When I asked about printing from Notes, Andrew continued, "I very rarely want to print from Notes. If I do, then I am quite capable of exporting or copying/pasting. This might be a stopper for non-technical users, though." And I'd agree with that point. Andrew also pointed out, "The other thing that may be a problem with Notes under Wine is Cadenza (at http://www.commontime.com) and other PDA-synchronization tools. The synchronization for my Zaurus (at http://www.notessync.com) can't see the PDA, but I haven't tried very hard yet!"
Lotus thinks that Wine has its place, too. In Domino for Linux Technical resources, at http://www.lotus.com/developers/itcentralnew.nsf/allpublic/2D96D32F0ED19D26852569DD0067B3D0?opendocument they give detailed instructions for setting up the Notes R5 client to run in Wine. There's another set of hints at http://www.developer.ibm.com/tech/faq/individual/0,,2:25424,00.html. So, not withstanding the stance discussed in point two above, Lotus recognizes that there's some market need to run the Notes client on a Linux machine. So they are, in some small way, hedging their bets. Reportedly Notes 6 also runs under Wine, if you can get it installed. The installer won't run, so you have to copy a working Windows installation to Linux and hope.

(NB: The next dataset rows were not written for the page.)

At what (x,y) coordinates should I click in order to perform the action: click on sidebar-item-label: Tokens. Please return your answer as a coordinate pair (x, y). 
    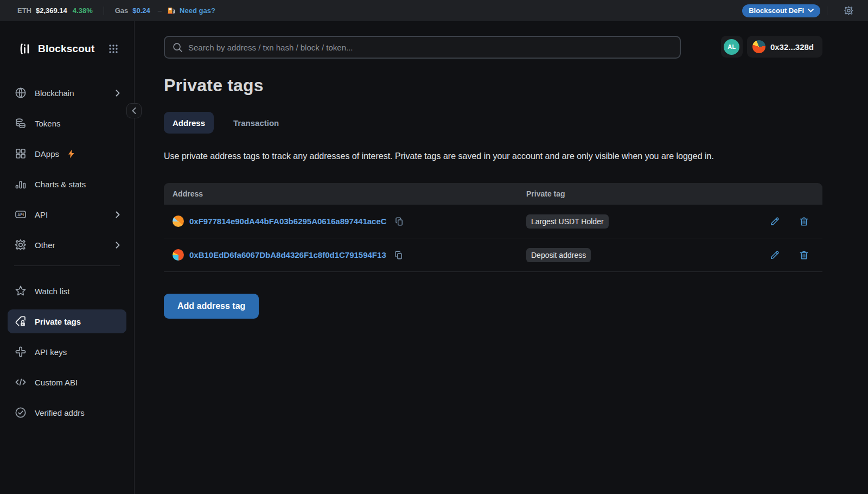
    Looking at the image, I should click on (48, 124).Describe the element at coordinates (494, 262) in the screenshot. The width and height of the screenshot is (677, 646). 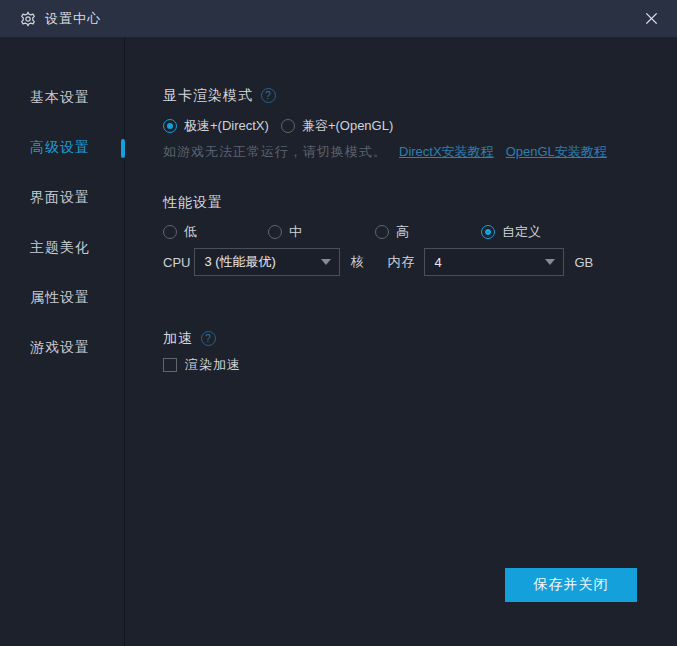
I see `memory-select: 4` at that location.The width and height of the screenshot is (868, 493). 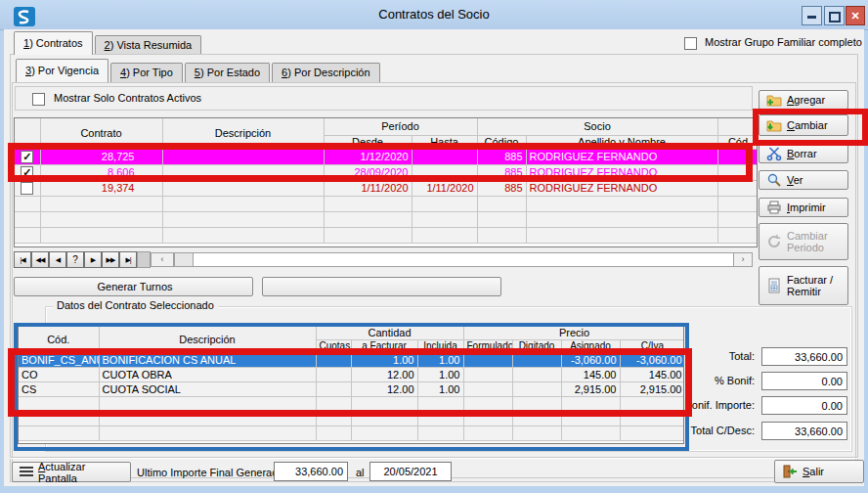 I want to click on contract-row-2: ✓8,60628/09/2020885RODRIGUEZ FERNANDO, so click(x=386, y=172).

How good are these arguments? Well I can't argue with the first point. A port of the UI pieces of Linux will be hard. Only Lotus knows exactly how hard, because only Lotus knows the Notes source code. And they have done the NOS (Notes Object Services) port already, so I think we can defer to them on just how hard it is. Eighteen months seems a reasonable timeframe to do the work, including all the testing, packaging, and moving the port into the then-current code stream for release and support.

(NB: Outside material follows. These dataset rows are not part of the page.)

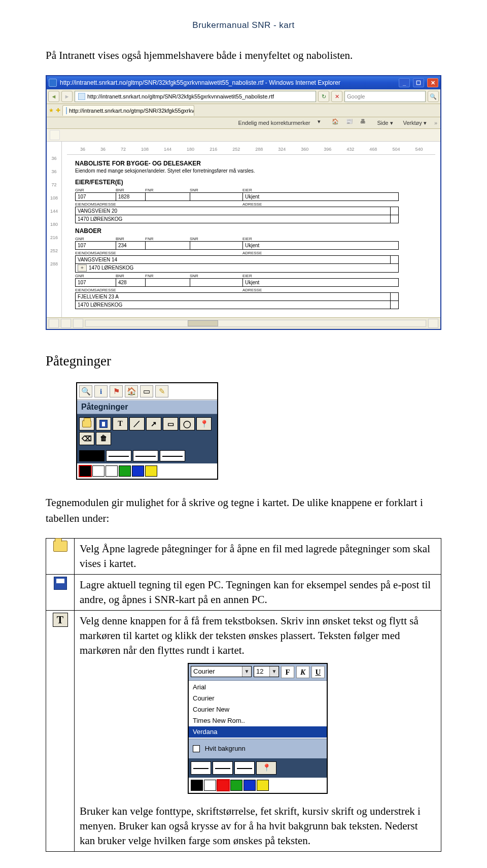 The image size is (487, 868). I want to click on swatch-blue, so click(138, 471).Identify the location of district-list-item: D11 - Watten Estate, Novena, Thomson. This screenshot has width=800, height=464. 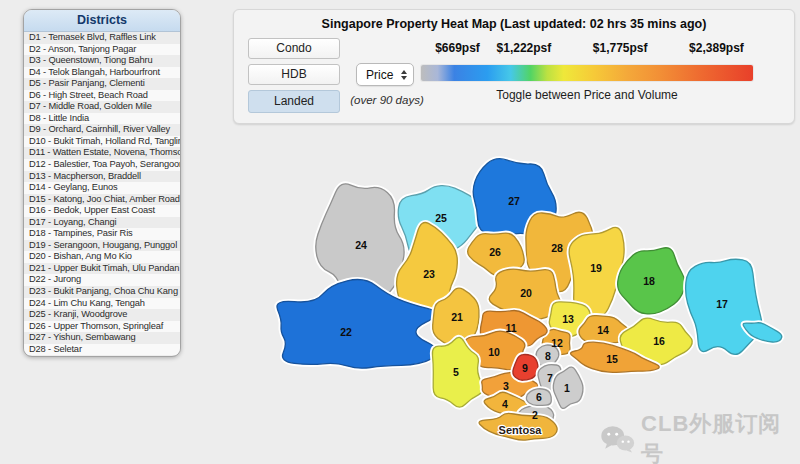
(102, 153).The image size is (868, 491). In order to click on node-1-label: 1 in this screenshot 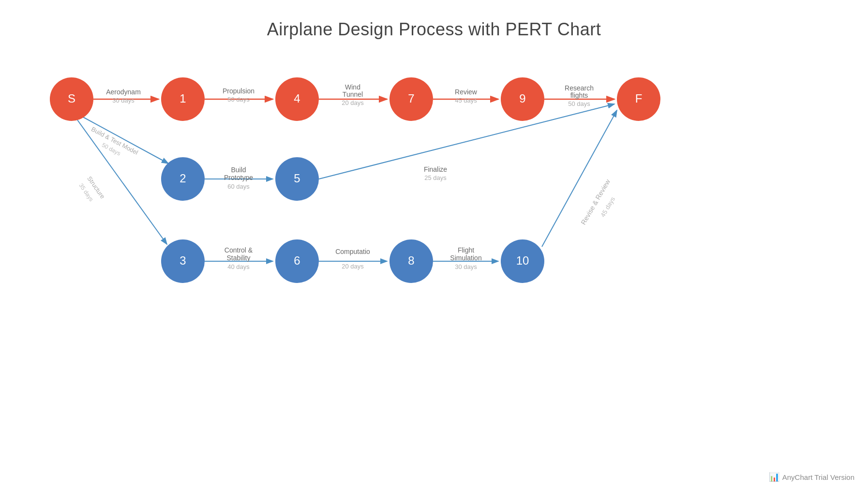, I will do `click(183, 99)`.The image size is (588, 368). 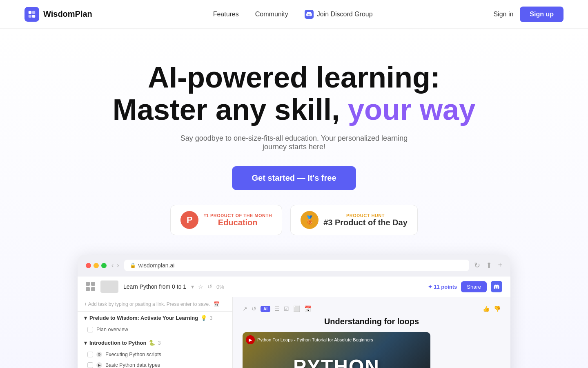 I want to click on content-tools-left: ↗ ↺ AI ☰ ☑ ⬜ 📅, so click(x=277, y=309).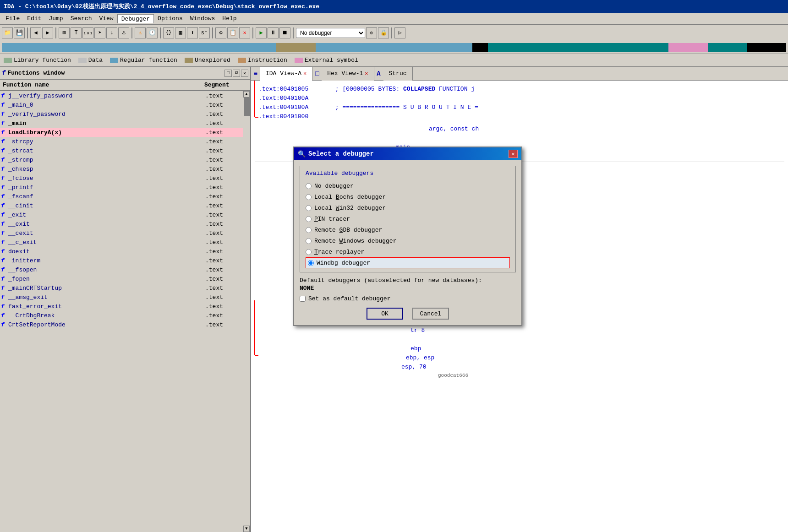 Image resolution: width=788 pixels, height=532 pixels. Describe the element at coordinates (356, 241) in the screenshot. I see `radio-label-remote-windows: Remote Windows debugger` at that location.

As for browsers on Linux, this isn't a bad argument either, on the surface. Domino developers have known for a long time that you have to be browser version aware, and you have to write code for IE (Internet Explorer) and Netscape separately. IE is now by far the most dominant browser; I've seen 98% penetration quoted as a figure. Any browser on a competing platform to Windows has to be IE-compatible to quite a high degree. Otherwise it just isn't going to be widely used, and Netscape 7 is closer to IE than earlier versions.